There was never a question that it would take years to transition the world away from passwords. The digital authentication technology, though deeply flawed, is pervasive and inveterate. Over the last five years, though, the secure-authentication industry association known as the FIDO Alliance has been making real progress promoting “passkeys,” a password-less alternative for signing into applications and websites. And yet, you probably still use a lot of passwords every day. In fact, you may not have any accounts protected by a passkey at all, despite broad adoption from Microsoft, Google, Apple, and many more.
At the RSA security conference in San Francisco next week, Christiaan Brand, co-chair of the FIDO2 technical working group and an identity and security product manager at Google, will present a talk on new features and growth in passkey adoption. He also plans to examine the current challenges that passkeys face in countering the inertia passwords have built up over decades—and the long game of slowly grinding down the password’s dominance.
“What I want to highlight is how far we’ve come, but which problems still remain unsolved,” Brand says. “Passwords are everywhere, and they are bad, but everyone is accustomed to them. Users don’t want to be surprised, and they don’t like change. So it’s very important to think about passkeys as an augmentation. We need to kind of push users toward the thing that will be easier and more secure.”
Over the past year, Brand says, FIDO has made significant progress rolling out features to support its password-less vision. The infrastructure is now in place to back up passkeys so they can sync between devices, get services to prompt users about passkeys rather than always defaulting to username and password, and use Bluetooth-based proximity sensing to share passkey authentication between devices. All three of these points address major usability issues that FIDO publicly set out to improve a year ago.
In practice, though, there are still hurdles, and developing these solutions has taken time. For example, Brand says the new Bluetooth-based proximity-sensing protocol was carefully engineered to avoid the security issues that often plague Bluetooth implementations. The idea was to strip away most of Bluetooth’s functionality and exclusively use the protocol for proximity checks rather than any data transfers. This approach has allowed passkeys to bypass many of Bluetooth’s quirks and reliability issues when attempting to pair devices.

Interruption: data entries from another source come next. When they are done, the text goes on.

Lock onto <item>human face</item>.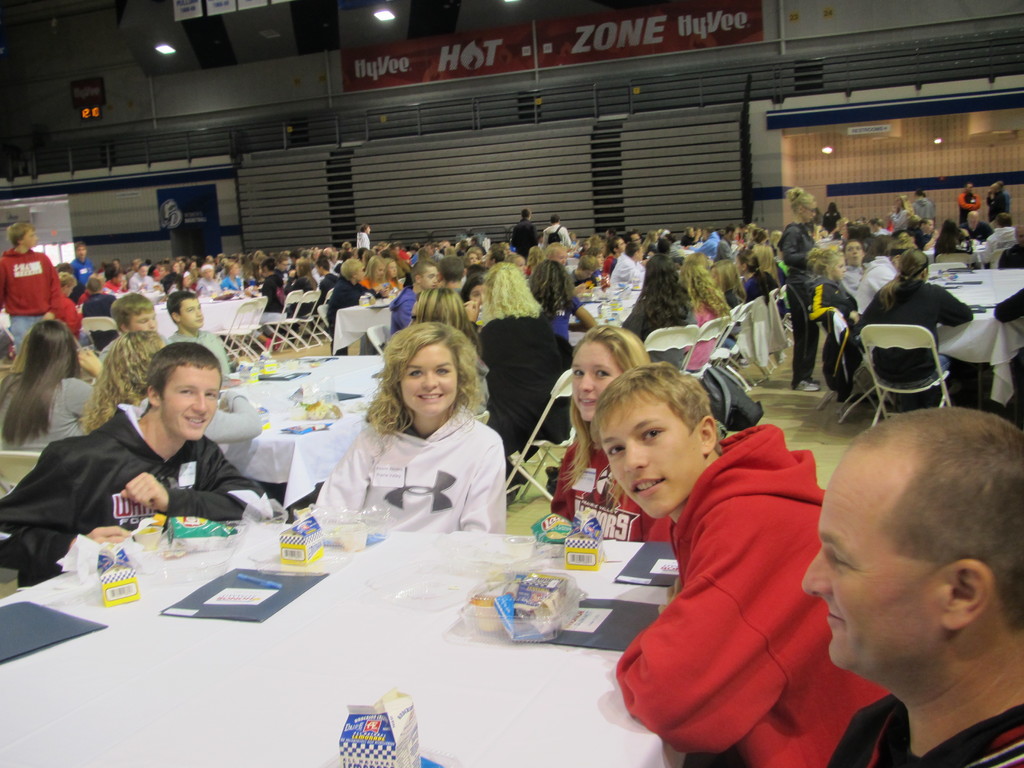
Locked: bbox(156, 366, 222, 438).
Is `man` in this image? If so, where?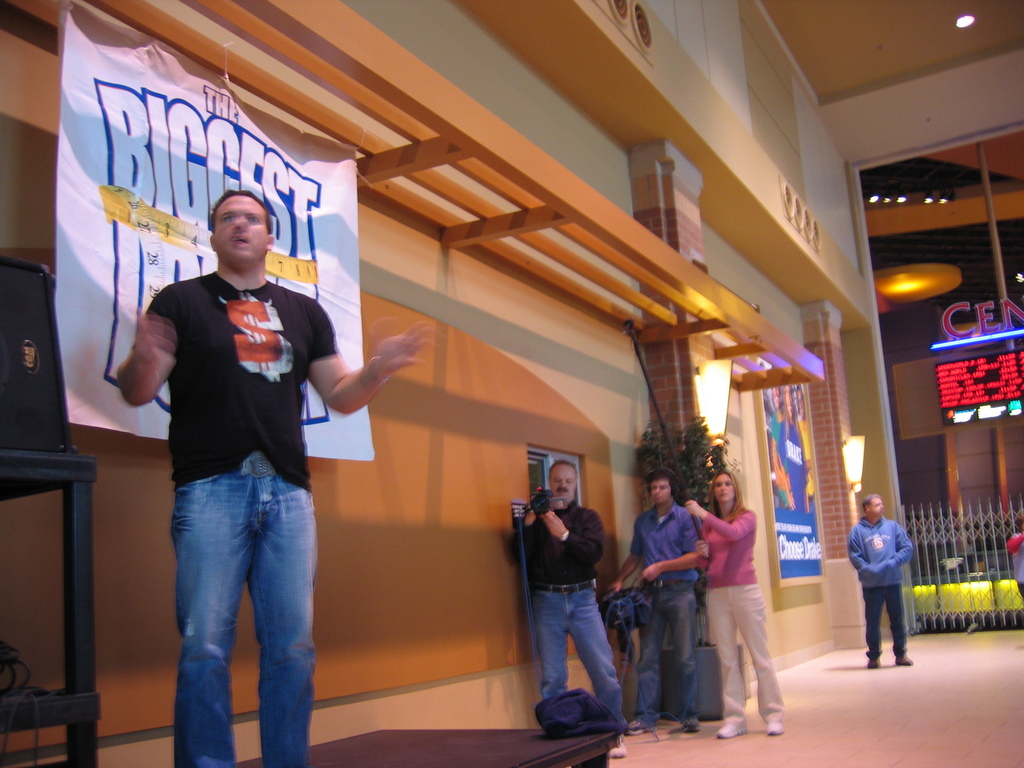
Yes, at left=623, top=462, right=704, bottom=741.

Developing a coherent “user experience” (UX) for passkeys across different operating systems and web services is an ongoing challenge, though. If you, say, log into your Google account from a Mac using traditional passwords, your credentials still get checked against what Google has on file for your account on one of the company’s servers. But the security and phishing-resistant benefits of passkeys come from the fact that they work differently. If you use a passkey to log into your Google account from a Mac, the cryptographic check happens locally and Apple is never directly involved—everything the user experiences during the interaction is facilitated by macOS, not Google.
“If I’m Google implementing passkeys, I cede a lot of control to Apple if my user is on an Apple device, I cede a lot of control to Microsoft if the user is on a Windows device, I cede a lot of UX control to Android and browsers,” Brand says. “So I think we’re in the technology infancy, where all of these different platforms have come up with different UX patterns and UX paradigms. Stitching all of that together is kind of tricky, and that’s probably going to take another nine to 12 months for the industry to support.”
Another big challenge with establishing consistency and continuity will be the long transition to passkeys alone. For the foreseeable future, services must continue to support username and password logins and make sure those systems are as secure and up-to-date as possible while primarily supporting the growth and evolution of passkeys. As password login systems fade from prominence and are neglected, they could produce new types of security exposures in their disrepair.
For now, though, the tech industry is still in the early stages of this long haul transition.
“Part of the problem is that all the stuff that I have in my presentation, we haven’t really seen this put into practice yet,” Brand says. “There are passkey implementations out there, and some folks have dipped their toe in the water, but a lot of the stuff isn’t really in the mainstream consciousness of developers, and certainly not for users. The mass, super-scale adoption is still something that we’re working to make happen.”